Getting Over the Flavor and Texture Hurdle

Let's be honest about the real obstacle: for a lot of people, it's not the mercury or the ethics — it's the memory of a strong-smelling tin someone opened once. If that's you, the good news is that a few smart choices at the store make sardines far more approachable.

Buying tips

  • Oil vs. water. Sardines packed in olive oil tend to taste richer, milder, and less "fishy" than water-packed. Water-packed are leaner and let the fish flavor come through more — great in recipes, a bit more intense straight from the can. Beginners usually find olive oil the friendlier starting point.
  • Skinless and boneless options exist. If the skin and bones are a mental hurdle, look for skinless, boneless fillets. You'll give up a little of the calcium that lives in the bones, but a more approachable can you'll actually eat beats a "perfect" one that sits in the pantry.
  • Mind the sodium. Canned sardines run around 300 mg of sodium per 100 grams — moderate, not alarming, but worth knowing if you're watching salt. Draining the liquid, giving them a quick rinse, or choosing a no-salt-added variety all help.
  • Try different brands. Quality varies a lot. If your first can wasn't for you, a better-quality brand can be a completely different experience.

Easy ways to eat them

You don't need to cook sardines — they're fully cooked in the can, which is part of their appeal on a busy night. Some low-effort ideas:

  • On toast. Mash sardines onto good toasted bread with a squeeze of lemon, a crack of black pepper, and a drizzle of olive oil. A drop of hot sauce or a smear of mustard works wonders.
  • Mashed with mustard and lemon. Fork-mash a can with Dijon, lemon juice, and a little chopped onion or parsley for a quick spread or dip — think of it as an upgrade on tuna salad.
  • Tossed into pasta. Flake sardines into hot pasta with garlic, olive oil, chili flakes, and a handful of breadcrumbs. It's a classic for a reason and takes about ten minutes.
  • On a salad or grain bowl. Lay them over greens, tomatoes, and white beans, or on top of a rice or quinoa bowl, for an instant protein-and-omega-3 boost.
  • Straight from the can. Once you've warmed to them, a good tin of sardines in olive oil with a few crackers is a genuinely satisfying five-minute lunch.

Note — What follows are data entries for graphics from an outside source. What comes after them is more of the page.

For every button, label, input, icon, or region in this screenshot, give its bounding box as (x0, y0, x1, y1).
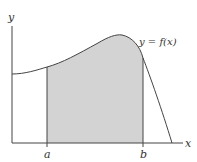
y-axis-label: y (7, 11, 15, 24)
area-under-curve-diagram: y x y = f(x) a b (0, 0, 197, 162)
shaded-area (47, 35, 143, 143)
x-axis-label: x (185, 137, 192, 150)
b-label: b (140, 148, 147, 161)
a-label: a (44, 148, 51, 161)
curve-label: y = f(x) (138, 36, 177, 47)
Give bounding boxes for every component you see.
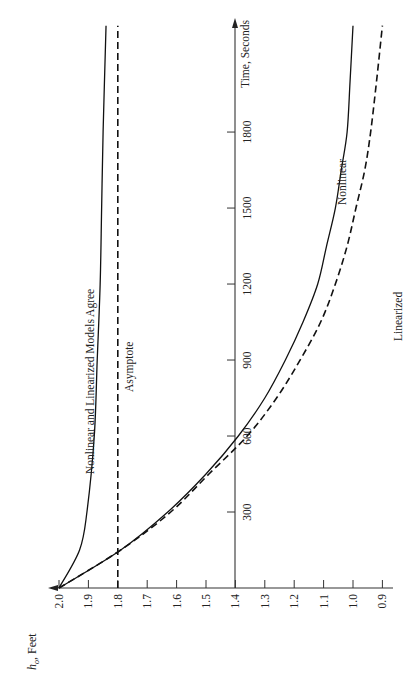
h-tick-label: 1.2 xyxy=(288,594,300,609)
curves xyxy=(59,26,382,588)
h-tick-label: 1.4 xyxy=(229,594,241,609)
chart: 2.01.91.81.71.61.51.41.31.21.11.00.9 300… xyxy=(0,0,413,678)
time-tick-label: 300 xyxy=(241,503,253,521)
h-axis-ticks: 2.01.91.81.71.61.51.41.31.21.11.00.9 xyxy=(53,580,388,608)
h-tick-label: 1.1 xyxy=(318,594,330,609)
h-tick-label: 1.6 xyxy=(171,594,183,609)
h-tick-label: 1.8 xyxy=(112,594,124,609)
time-tick-label: 1200 xyxy=(241,272,253,295)
h-tick-label: 1.3 xyxy=(259,594,271,609)
h-tick-label: 0.9 xyxy=(376,594,388,609)
h-tick-label: 1.7 xyxy=(141,594,153,609)
h-tick-label: 1.0 xyxy=(347,594,359,609)
time-tick-label: 900 xyxy=(241,351,253,369)
time-tick-label: 1800 xyxy=(241,120,253,143)
h-tick-label: 2.0 xyxy=(53,594,65,609)
linearized-curve xyxy=(59,26,382,588)
axes xyxy=(56,26,393,588)
h-tick-label: 1.5 xyxy=(200,594,212,609)
linearized-annotation: Linearized xyxy=(392,292,404,341)
time-axis-ticks: 300600900120015001800 xyxy=(227,120,253,520)
h-tick-label: 1.9 xyxy=(82,594,94,609)
agree-annotation: Nonlinear and Linearized Models Agree xyxy=(84,289,97,474)
nonlinear-annotation: Nonlinear xyxy=(336,159,348,205)
h-axis-arrow-icon xyxy=(48,585,58,591)
time-axis-label: Time, Seconds xyxy=(239,19,252,87)
time-tick-label: 1500 xyxy=(241,196,253,219)
time-axis-arrow-icon xyxy=(232,18,238,28)
asymptote-annotation: Asymptote xyxy=(123,342,136,392)
h-axis-label: ho, Feet xyxy=(25,633,41,670)
agree-curve xyxy=(59,26,106,588)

Making Sardines a Habit, Not a One-Off

The trick with any "I should eat more of this" food is turning it from a good intention into something that's actually on your plate a couple of times a week. A pantry stocked with a few cans is the first step — they keep for years, so there's no waste and always a nutrient-dense option on hand for the nights you haven't planned anything.

This is where Eat Well Planner makes the follow-through easier. You can save a handful of quick sardine recipes — from that ten-minute pasta to a mustard-and-lemon toast — into your recipe book so you're never stuck wondering what to do with the can. Build them into your weekly meal plan, and the app rolls the ingredients into an auto-generated shopping list, so a couple of tins land in your cart without a second thought. And because Eat Well Planner tracks the nutrition of what you eat, you can actually see your omega-3, vitamin D, B12, and calcium intake climb — the exact gaps a can of sardines is so good at filling. If you're not sure how to fit them into a recipe you already love, the AI recipe chat can suggest swaps and pairings on the spot.

None of this requires becoming a "sardine person" overnight. Start with one better-quality can in olive oil, mash it onto toast with lemon, and see what you think. For roughly a dollar, you're getting a day's omega-3s, a serious dose of B12 and selenium, a chunk of your vitamin D and calcium, and a solid hit of protein — from real food, with barely any mercury, and a smaller environmental footprint than most of what's on the seafood counter. Half the supplement aisle, in a tin that fits in your palm.